Which doesn’t mean he’s come to terms with it. It’s all he’s known all his life. Now suddenly it’s vanished, leaving him alone in the midst of endless tunnels. All the interstices upon which his mind abutted have faded from existence. He’s been reduced to just himself.

It’s going to take some getting used to.

“So what now?” says Linehan.

“Now we keep moving,” says Spencer.

He reactivates the ship’s power and switches on the headlights. They show tunnel stretching into dark. He fumbles with the ship’s controls, fires up its rockets. The headlights vanish in the reflected light of flame. The ship lurches, starts to move, starts to accelerate. Spencer calls up the map of the tunnels once again and pinpoints their position as best as he can. He no longer has the zone to moor him, so he has to extrapolate precisely what shaft they’ve been swept into, has to line it up against the map that gleams within his head.

Even as that map starts changing.

Lines start to expand through Spencer’s mind. What’s dark is suddenly being thrust into light. What were edges are fast becoming core. The whole of the old map becomes the center of the new one. And what the new represents is no longer just the corridor that surrounds the main line from Mountain to London. It’s the whole of the North Atlantic. Spencer watches as it keeps on growing. He realizes that if he isn’t crazy yet this map will probably take over his mind and make him so. Because it’s Control’s creature. He sees that now. He gets it. Control’s given him autonomous software able to adapt to the situation—able to help Control’s razor to assess that situation correctly. The zone’s gone. Spencer’s in the dark. But the lights of the map within him play upon him anyway. He reads the riddle embedded in their shifting patterns. He sees the route that’s tracing itself through them. He sees what Control wants him to do.
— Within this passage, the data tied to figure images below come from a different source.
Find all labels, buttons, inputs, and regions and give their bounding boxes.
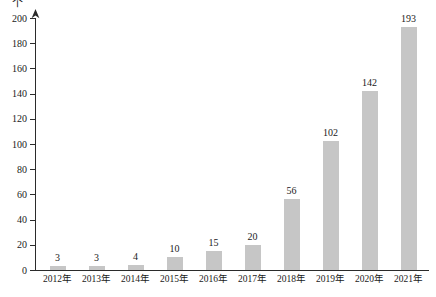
x-axis-line <box>35 270 429 271</box>
y-axis-tick-label: 40 <box>17 215 27 225</box>
bar-group: 20 <box>233 18 272 270</box>
y-axis-tick-label: 0 <box>22 266 27 276</box>
y-axis-unit-label: 个 <box>12 0 23 10</box>
bar <box>245 245 261 270</box>
bar-group: 15 <box>194 18 233 270</box>
bar-group: 102 <box>311 18 350 270</box>
bar-group: 3 <box>38 18 77 270</box>
bar-value-label: 10 <box>170 244 180 254</box>
bar-value-label: 102 <box>323 128 338 138</box>
y-axis-tick-label: 140 <box>12 89 27 99</box>
y-axis-tick-label: 60 <box>17 190 27 200</box>
y-axis-tick: 100 <box>30 144 35 145</box>
bar-group: 4 <box>116 18 155 270</box>
y-axis-tick: 200 <box>30 18 35 19</box>
bar-chart: 个 020406080100120140160180200 3341015205… <box>0 0 436 297</box>
bar <box>206 251 222 270</box>
y-axis-tick: 60 <box>30 194 35 195</box>
bar-value-label: 3 <box>94 253 99 263</box>
y-axis-tick: 80 <box>30 169 35 170</box>
bar <box>50 266 66 270</box>
bar-value-label: 4 <box>133 252 138 262</box>
y-axis-tick: 40 <box>30 220 35 221</box>
bar-group: 56 <box>272 18 311 270</box>
bar-group: 142 <box>350 18 389 270</box>
y-axis-tick-label: 120 <box>12 114 27 124</box>
bar-group: 3 <box>77 18 116 270</box>
y-axis-tick: 120 <box>30 119 35 120</box>
x-axis-label: 2017年 <box>233 274 272 285</box>
x-axis-label: 2012年 <box>38 274 77 285</box>
bar-value-label: 56 <box>287 186 297 196</box>
y-axis-tick: 20 <box>30 245 35 246</box>
bar <box>89 266 105 270</box>
y-axis-tick-label: 200 <box>12 14 27 24</box>
bar <box>401 27 417 270</box>
bar-value-label: 193 <box>401 14 416 24</box>
bar <box>128 265 144 270</box>
bar-value-label: 20 <box>248 232 258 242</box>
x-axis-label: 2015年 <box>155 274 194 285</box>
x-axis-label: 2019年 <box>311 274 350 285</box>
y-axis-tick-label: 160 <box>12 64 27 74</box>
x-axis-label: 2020年 <box>350 274 389 285</box>
plot-area: 33410152056102142193 <box>36 18 429 270</box>
bar <box>167 257 183 270</box>
y-axis-tick-label: 100 <box>12 140 27 150</box>
bar-value-label: 142 <box>362 78 377 88</box>
y-axis-tick: 140 <box>30 94 35 95</box>
bar-value-label: 15 <box>209 238 219 248</box>
bar <box>284 199 300 270</box>
y-axis-tick: 160 <box>30 68 35 69</box>
x-axis-label: 2018年 <box>272 274 311 285</box>
x-axis-label: 2014年 <box>116 274 155 285</box>
bar-value-label: 3 <box>55 253 60 263</box>
y-axis-tick: 180 <box>30 43 35 44</box>
y-axis-tick: 0 <box>30 270 35 271</box>
x-axis-label: 2021年 <box>389 274 428 285</box>
y-axis-tick-label: 80 <box>17 165 27 175</box>
bar-group: 10 <box>155 18 194 270</box>
x-axis-label: 2013年 <box>77 274 116 285</box>
y-axis-tick-label: 180 <box>12 39 27 49</box>
bar <box>362 91 378 270</box>
bar <box>323 141 339 270</box>
y-axis-tick-label: 20 <box>17 240 27 250</box>
bar-group: 193 <box>389 18 428 270</box>
x-axis-label: 2016年 <box>194 274 233 285</box>
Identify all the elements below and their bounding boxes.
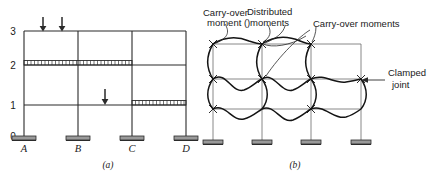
deflected-beam-1-bay2 [262, 108, 311, 121]
joint-clamp-marks [209, 40, 365, 113]
level-label-1: 1 [10, 100, 16, 111]
support-a [12, 136, 36, 141]
support-c [120, 136, 144, 141]
panel-a: 3 2 1 0 [10, 17, 198, 171]
support-b2 [252, 140, 272, 145]
point-load-2 [59, 17, 66, 32]
support-b3 [301, 140, 321, 145]
structural-frame-figure: 3 2 1 0 [0, 0, 430, 179]
column-label-d: D [181, 143, 190, 154]
frame-a-columns [24, 31, 186, 136]
level-label-2: 2 [10, 60, 16, 71]
column-label-c: C [128, 143, 136, 154]
label-clamped-line2: joint [391, 79, 410, 90]
deflected-beam-2-bay3 [311, 77, 361, 82]
leader-carry-over-long [266, 30, 310, 76]
frame-b-reference [213, 44, 361, 140]
column-label-a: A [20, 143, 28, 154]
frame-a-supports [12, 136, 198, 141]
deflected-col-4-story2 [361, 79, 366, 109]
support-b1 [203, 140, 223, 145]
label-clamped-line1: Clamped [388, 67, 426, 78]
column-label-b: B [75, 143, 82, 154]
label-distributed-line2: moments [250, 17, 289, 28]
clamped-joint-pointer [361, 77, 385, 83]
annotation-leaders [216, 24, 316, 76]
point-load-1 [40, 17, 47, 32]
deflected-col-3-story2 [311, 79, 316, 109]
deflected-beam-1-bay1 [213, 108, 262, 120]
label-carry-over-moments: Carry-over moments [313, 18, 400, 29]
label-paren-1: ) [247, 17, 250, 28]
deflected-col-3-story3 [306, 44, 311, 79]
frame-b-supports [203, 140, 371, 145]
caption-b: (b) [289, 160, 300, 171]
deflected-col-1-story2 [208, 79, 213, 109]
deflected-beam-1-bay3 [311, 108, 361, 117]
label-carry-over-moment-line2: moment [207, 17, 242, 28]
level-label-3: 3 [10, 26, 16, 37]
label-distributed-line1: Distributed [247, 6, 292, 17]
deflected-col-1-story3 [208, 44, 213, 79]
deflected-col-2-story3 [257, 44, 262, 79]
point-load-3 [102, 89, 109, 105]
support-d [174, 136, 198, 141]
deflected-col-2-story2 [262, 79, 267, 109]
distributed-load-level-1 [132, 101, 186, 106]
caption-a: (a) [102, 160, 113, 171]
point-loads [40, 17, 109, 105]
panel-b: Carry-over moment Distributed moments Ca… [203, 6, 426, 171]
support-b4 [351, 140, 371, 145]
frame-b-deflected-columns [208, 44, 367, 109]
leader-carry-over-right [312, 27, 316, 42]
support-b [66, 136, 90, 141]
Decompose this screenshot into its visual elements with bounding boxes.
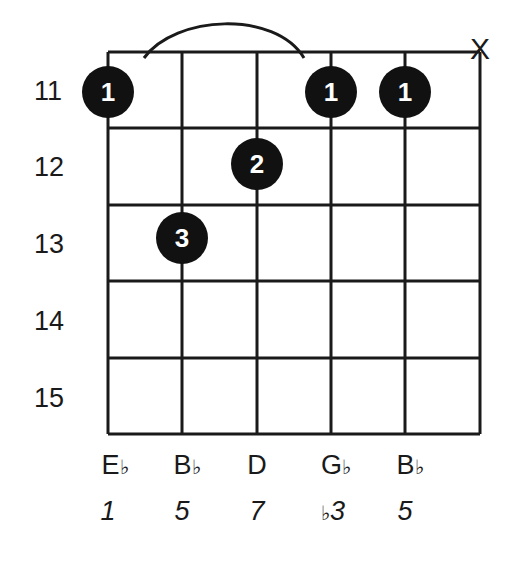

He starts discussing options with Linehan.

“What’s there to discuss?” says Linehan. “We’re ten minutes out from border.”

“What’s to discuss is that we’re not going there,” says Spencer.

“What?”

“I said we’re not going there.”

“Says who?”

“Says me.”

“What the fuck’s your problem?”

“There’s no problem,” says Spencer slowly. “There’s just logic. And logic says that we aren’t going to try to run the border.”

“We almost have!”

“Linehan. We’re still almost two thousand klicks west of where the Euro Magnates take over.”

“So?”

“So our chances of doing a stealth run have basically dropped to nothing flat. We were running beneath the radar before the zone went. We still are. But now it’s for a different reason. And it’s a safe bet that somewhere in the next couple thousand klicks the zone reasserts itself. Which means we’re essentially hiding in what amounts to a local disruption. Let’s hope that means that they can’t see what’s going on within it. But let’s not make any plans that don’t presume that they’re sending craft in right now. And let’s not kid ourselves for a moment that they aren’t waiting with all forces they’ve got for whatever comes out.”